“In
Freundschaft” (“In Friendship”) was composed as a birthday gift for Suzanne
Stephens in 1977. It was already from the beginning envisioned as a solo piece
for different instruments. On this CD Stephens performs on a clarinet, but the
piece can also be played on bass clarinet, basset-horn, flute, oboe, bassoon,
recorder, saxophone, violin, cello, horn & trombone! This makes it as
applicable and easily utilized as, for example, “Tierkreis”, which has also
been performed in numerous instrumental versions.
Stockhausen
works with three layers in “In Freundschaft”. He calls his method here
“horizontal polyphony”, and indicates that it requires “a special art of
listening”. This is surely true, but you can also dip into the flow and enjoy
without any special preparations. Any set of sensitive ears hooked up to a
sensibly sensible brain and mind will open up the world of “In Freundschaft” to
the splendor of Stephens’ garlands of spiraling clarinet tones, in waves and
vibrations of compressions from the shifting pillar of air inside her
instrument.

The “special art of listening” that you can
practice and train, leads to a deepened and furthered act of hearing, though,
and is strongly recommended to those who care very much for music and their
perception of it - and I suppose you wouldn’t read this if you weren’t one of
those! It is rewarding on many levels. As always in Stockhausen’s music, there
are many different levels of possible listening, and like the characters in
Herman Hesse’s novels you can develop a deeper understanding by evolving
through level after level. This quality of Stockhausen’s music, which always
inspires to deeper study and more attentive listening, separates it from all
other compositional acts that I have come across, and makes his music so much
more meaningful, with implications that go well beyond any purely musical
border lines that restrain most other composers, making Stockhausen’s music a
universal music, opening up unknown worlds and connecting them in intricate,
transparent patterns to our immediate local intellectual, emotional and
spiritual neighborhood, in experiences wherein the distant and unknown feels
familiar, and the familiar and well-known, on the other hand, strange and
wonderful. His music is always, in a way, an educative event; a spiritual
refining act. This quality immerses his compositional work, his rehearsals with
the musicians - and the minds of those who listen!
“Traum-Formel”
(“Dream Formula”) for basset-horn is the second work.
It is a short piece with its barely 8 minutes. It starts off with a prolonged
and elaborated, repeated note, bringing me reminiscences of Klezmer recordings
of the 1920s, or the intense soloistic efforts of a Mosaic Central European and
Middle Eastern – also Russian – tradition by Dror Feiler on his CD “Celestial
Fire”, where Mr. Feiler improvises on different kinds of saxophones in glowing
little pieces like “Hallel” and “Sei Yabe”. The fire, the small-scale
playfulness is inherent also in Stockhausen’s “Traum-Formel”, brilliantly
conveyed by the masterly musicianship and pure identification of Suzanne
Stephens. The instrument itself gives off some side-effect-sounds from the
valves, and the nearness is stark and naked in this music, which dances
blotting-paper-close to your body.
“Amour” is
the concluding work. “Amour” is in fact a
common name for a whole group of small compositions. The subtitle is “5 pieces
for clarinet”. The pieces are: “Sei wieder frölich” (“Cheer up!”) / “Dein Engel
wacht über Dir” (“Your angel is watching over you”) / “Die Schmetterlinge
spielen” (“The butterflies are playing”) / “Ein Vögelin singt an Deinem
Fenster” (“A little bird sings at your window”) / “Vier Sterne weisen Dir den
Weg” (“Four stars show you the way”).
The first
melody – “Sei wieder frölich” – was presented to Suzanne Stephens in 1974. It’s
a tenderly opening miniature, rolling out a carpet of loving music for the
sorrowful lady to tread on. I’m sure it did cheer her up when she needed some
consolation and inspiration.
The other
four pieces were composed as Christmas gifts in December 1976.
“Dein Engel
wacht über Dir” was presented to Mary Stockhausen-Bauermeister. She is the
mother of two of Stockhausen’s children, and has meant very much to
Stockhausen, both privately and professionally (though those two aspects are
inseparable in Stockhausen!). We may just remember how “Originale” grew out of
animated conversations between Stockhausen and Bauermeister in Erik
Tawaststjerna’s summer cottage on Lake Saimaa in a particularly enchanted part
of Finland (drawing its spiritual significance on the old myths of the
Kalevala) in the summer of 1961, opening the Fluxus movement. (Finland was a
haven for all kinds of diligent people of the arts at the beginning of their
deeds in the early 1960s. Terry Riley was there, and Folke Rabe, Ken Dewey
[Dancer’s Workshop] and others as well.)
Could you reupload this recording, please?
ResponderEliminarThank you very much!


◆ TASK DESCRIPTION:
Throughout the listing below, copy each line containing "caption".

◆ MATERIALS PROVIDED:
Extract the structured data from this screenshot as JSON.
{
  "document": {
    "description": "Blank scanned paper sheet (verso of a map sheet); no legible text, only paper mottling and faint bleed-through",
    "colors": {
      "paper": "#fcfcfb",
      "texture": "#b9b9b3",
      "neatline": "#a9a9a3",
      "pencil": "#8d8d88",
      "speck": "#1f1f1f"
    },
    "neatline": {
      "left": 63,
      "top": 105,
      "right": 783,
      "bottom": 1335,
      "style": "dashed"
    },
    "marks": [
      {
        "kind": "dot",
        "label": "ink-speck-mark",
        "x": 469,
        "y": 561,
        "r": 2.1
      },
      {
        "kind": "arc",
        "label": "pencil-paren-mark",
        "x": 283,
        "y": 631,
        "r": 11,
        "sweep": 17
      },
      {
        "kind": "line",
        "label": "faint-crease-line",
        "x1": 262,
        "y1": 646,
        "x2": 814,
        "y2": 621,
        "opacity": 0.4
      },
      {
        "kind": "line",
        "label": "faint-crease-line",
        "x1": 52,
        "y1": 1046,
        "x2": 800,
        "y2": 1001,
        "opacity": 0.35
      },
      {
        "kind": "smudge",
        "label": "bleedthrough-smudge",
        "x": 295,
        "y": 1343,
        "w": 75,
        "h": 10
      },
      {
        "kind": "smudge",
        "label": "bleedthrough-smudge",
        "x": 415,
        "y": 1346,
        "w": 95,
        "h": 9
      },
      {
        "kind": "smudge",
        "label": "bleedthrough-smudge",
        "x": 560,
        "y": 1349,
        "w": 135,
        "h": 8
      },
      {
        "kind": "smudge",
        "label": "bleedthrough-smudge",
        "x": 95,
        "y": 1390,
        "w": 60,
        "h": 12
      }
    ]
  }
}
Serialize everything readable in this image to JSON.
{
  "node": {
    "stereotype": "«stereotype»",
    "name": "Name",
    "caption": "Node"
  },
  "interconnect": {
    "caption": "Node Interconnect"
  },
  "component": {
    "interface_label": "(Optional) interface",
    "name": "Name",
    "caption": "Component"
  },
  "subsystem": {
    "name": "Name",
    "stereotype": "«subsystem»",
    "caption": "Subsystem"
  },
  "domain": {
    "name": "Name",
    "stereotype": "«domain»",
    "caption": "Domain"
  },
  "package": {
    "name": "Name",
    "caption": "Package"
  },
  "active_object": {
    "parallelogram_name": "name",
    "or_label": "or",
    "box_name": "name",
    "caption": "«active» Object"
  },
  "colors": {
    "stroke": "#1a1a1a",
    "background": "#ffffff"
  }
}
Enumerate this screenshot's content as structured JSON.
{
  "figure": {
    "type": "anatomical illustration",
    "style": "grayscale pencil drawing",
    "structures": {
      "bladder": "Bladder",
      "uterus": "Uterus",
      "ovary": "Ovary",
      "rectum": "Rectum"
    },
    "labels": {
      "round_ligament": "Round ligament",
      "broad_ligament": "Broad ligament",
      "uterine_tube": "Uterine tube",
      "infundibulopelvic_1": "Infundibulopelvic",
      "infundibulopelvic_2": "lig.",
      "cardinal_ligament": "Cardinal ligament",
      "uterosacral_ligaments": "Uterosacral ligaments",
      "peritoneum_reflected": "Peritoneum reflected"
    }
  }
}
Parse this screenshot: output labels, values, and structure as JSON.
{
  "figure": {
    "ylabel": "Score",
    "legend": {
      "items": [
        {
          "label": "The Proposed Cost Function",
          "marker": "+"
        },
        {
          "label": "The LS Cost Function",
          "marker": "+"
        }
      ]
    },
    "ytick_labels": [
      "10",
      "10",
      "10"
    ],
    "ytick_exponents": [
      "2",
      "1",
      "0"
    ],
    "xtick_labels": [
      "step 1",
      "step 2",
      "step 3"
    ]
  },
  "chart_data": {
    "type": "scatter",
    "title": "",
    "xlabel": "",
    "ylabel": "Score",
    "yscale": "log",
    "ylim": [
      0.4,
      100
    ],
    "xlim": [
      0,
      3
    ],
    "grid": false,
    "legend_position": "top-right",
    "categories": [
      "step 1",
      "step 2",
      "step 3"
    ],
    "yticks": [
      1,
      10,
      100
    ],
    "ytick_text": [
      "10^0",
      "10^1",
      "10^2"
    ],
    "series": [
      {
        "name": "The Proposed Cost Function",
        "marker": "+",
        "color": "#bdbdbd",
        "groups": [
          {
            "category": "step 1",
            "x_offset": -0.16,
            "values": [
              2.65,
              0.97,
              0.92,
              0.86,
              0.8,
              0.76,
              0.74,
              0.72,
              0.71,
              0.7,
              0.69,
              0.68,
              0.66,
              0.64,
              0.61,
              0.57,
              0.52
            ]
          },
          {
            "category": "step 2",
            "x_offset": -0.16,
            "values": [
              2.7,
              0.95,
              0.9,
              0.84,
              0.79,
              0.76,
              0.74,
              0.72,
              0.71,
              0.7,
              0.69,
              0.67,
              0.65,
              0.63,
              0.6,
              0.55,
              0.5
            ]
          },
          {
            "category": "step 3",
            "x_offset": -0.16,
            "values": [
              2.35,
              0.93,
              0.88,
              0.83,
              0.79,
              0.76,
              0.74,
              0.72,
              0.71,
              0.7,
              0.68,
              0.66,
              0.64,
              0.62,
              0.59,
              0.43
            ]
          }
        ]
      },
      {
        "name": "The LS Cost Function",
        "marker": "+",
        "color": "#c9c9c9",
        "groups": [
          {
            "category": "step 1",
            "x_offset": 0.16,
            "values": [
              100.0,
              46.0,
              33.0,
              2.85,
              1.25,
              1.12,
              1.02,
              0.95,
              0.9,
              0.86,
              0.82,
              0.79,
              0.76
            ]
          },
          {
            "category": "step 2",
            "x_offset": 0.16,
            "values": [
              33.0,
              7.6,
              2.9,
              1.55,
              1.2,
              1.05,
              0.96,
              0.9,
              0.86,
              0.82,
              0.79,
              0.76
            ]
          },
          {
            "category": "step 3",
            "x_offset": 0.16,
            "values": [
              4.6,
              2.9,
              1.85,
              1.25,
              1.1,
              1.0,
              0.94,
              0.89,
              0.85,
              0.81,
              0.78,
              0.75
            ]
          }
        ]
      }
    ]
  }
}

◆ RESULT OF THIS TASK:
    "caption": "Node"
    "caption": "Node Interconnect"
    "caption": "Component"
    "caption": "Subsystem"
    "caption": "Domain"
    "caption": "Package"
    "caption": "«active» Object"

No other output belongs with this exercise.